I tested the networking performance on my Arm64 platform in Xen
virtual machine, below I will try to give out summary for testing
result and share some analysis, at the end I want to check a bit
from the community and get suggestion before I can proceed.

First of all, if you want to know more details for the profiling, you
could access the slides:
https://docs.google.com/presentation/d/1iTQRx8-UYnm19eU6CnVUSaAodKZ0JuRiHYaXBomfu3E/edit?usp=sharing

## Testing summary

The TL;DR is that I used two tools: netperf and ddsperf to test the
networking latency and throughput for Xen Dom0 and DomU, the below
result shows the performance for sending data from a Xen domain (Dom0
or DomU) to my x86 PC respectively, and performance is poor when
transmit data from Xen DomU (Note, I used the default networking
bridge configuration when launch Xen VM).

  Throughput result:

    Profile     netperf (Mbits/sec)    ddsperf (Mbits/sec)
    Xen-Dom0    939.41                 > 620
    Xen-DomU    107.73                 4~12

  Latency result:

    Profile     ddsperf's max ping/pong latency (us)
    Xen-Dom0    200 ~ 1400
    Xen-DomU    > 60,000

## Analysis

The critical thing for the performance is low level network driver if
it uses synchronous or asynchronous mode for skb transferring.

When we transfer data from my x86 machine to Xen DomU, the data flow is:

  bridge -> xenif (Xen network backend driver)               => Dom0
              `> xennet driver (Xen net forend driver)       => DomU

In this flow, Xen network backend driver (in Dom0) copies skb into the
mediate buffer (gnttab_batch_copy()) and notify Xen VM by sending rx
irq, the key point is the backend driver doesn't wait for Xen VM to
process the skb and directly return to user space, therefore, Xen Dom0
and DomU work in asynchronous mode in this case (Dom0 doesn't need to
wait for DomU), the duration for handling a skb is 30+ us.

Conversely, if transmit data from Xen DomU, the flow is:

           DomU                    |               Dom0
  ---------------------------------+------------------------------------
  xennet driver receives skb       |
    `> send tx interrupt to Dom0   |
                                   |  xenif respond tx interrupt
                                   |  Copy skb into mediate buffer
                                   |  Notify DomU (send tx irq)
  xennet driver handle tx irq      |
  free skb                         |

So we can see when DomU sends out packets, it needs to wait for Dom0 to
process the packets, until Dom0 notifies DomU that packet has been
processed the net forend driver in DomU releases skb.

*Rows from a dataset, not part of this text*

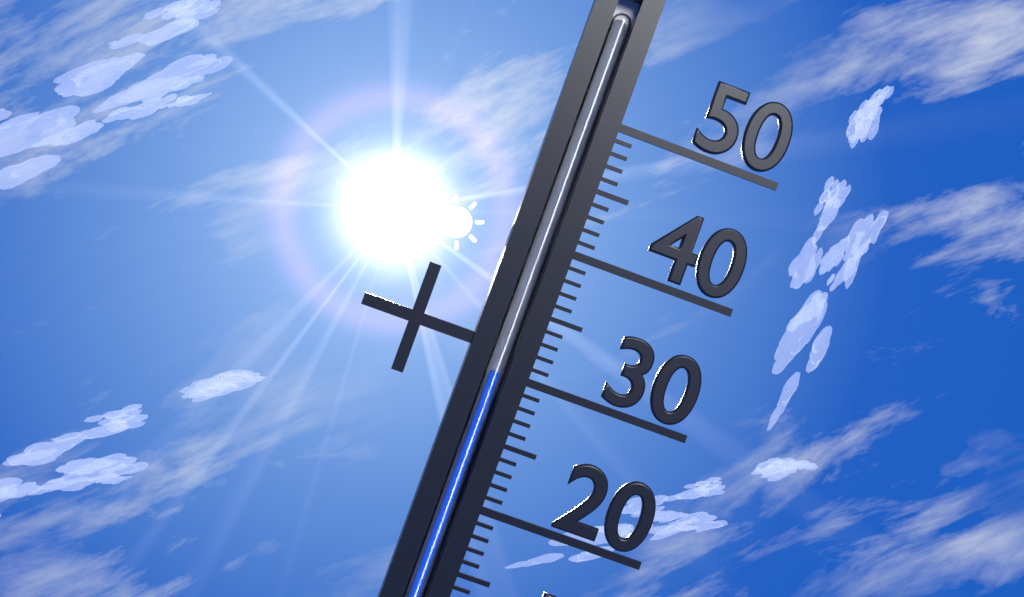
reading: 30 °C
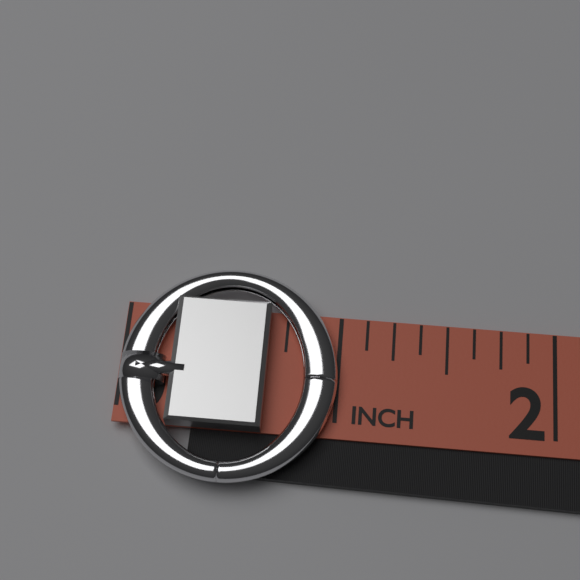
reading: 1.000 in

This means it's a long way to process skbs: Xen DomU and Dom0 work
in synchronous mode, the forend driver in DomU sends out skb and
notifies Dom0, Dom0 handles skb and notifies back to DomU, finally DomU
knows the skb has been processed and releases it.  The duration between
sendind and releasing a skb is about 180+ us.

## Questions

Given Xen network driver has been merged in Linux kernel 2.6 (back in
2007), it's very unlikely I am the first person to observe this issue.

I think this is a common issue and not specific to Arm64 arch, the
reason is the long latency is mainly caused by Xen networking driver
and I did't see the Xen context switching on Arm64 is abnormal (I saw
it takes ~10us for context switching between Xen domains).

Could anyone confirm if this is a known issue?
 
The second question is how to mitigate the long latency when send data
from DomU.  A possible solution is the Xen network forend driver copies
skb into mediate (bounce) buffer, just like what does in Xen net
backend driver with gnttab_batch_copy(), in this way the forend driver
doesn't need to wait for backend driver response and directly return
back.  But here I am not clear for the mechanism for Xen grant table,
especially if the Xen grant table is only writtable from Dom0, then it
would be hard for us to optimize the forend driver in DomU by directly
copying skb into the grant table.  Any thoughts for this?

Welcome any suggestion and comments.  Thanks!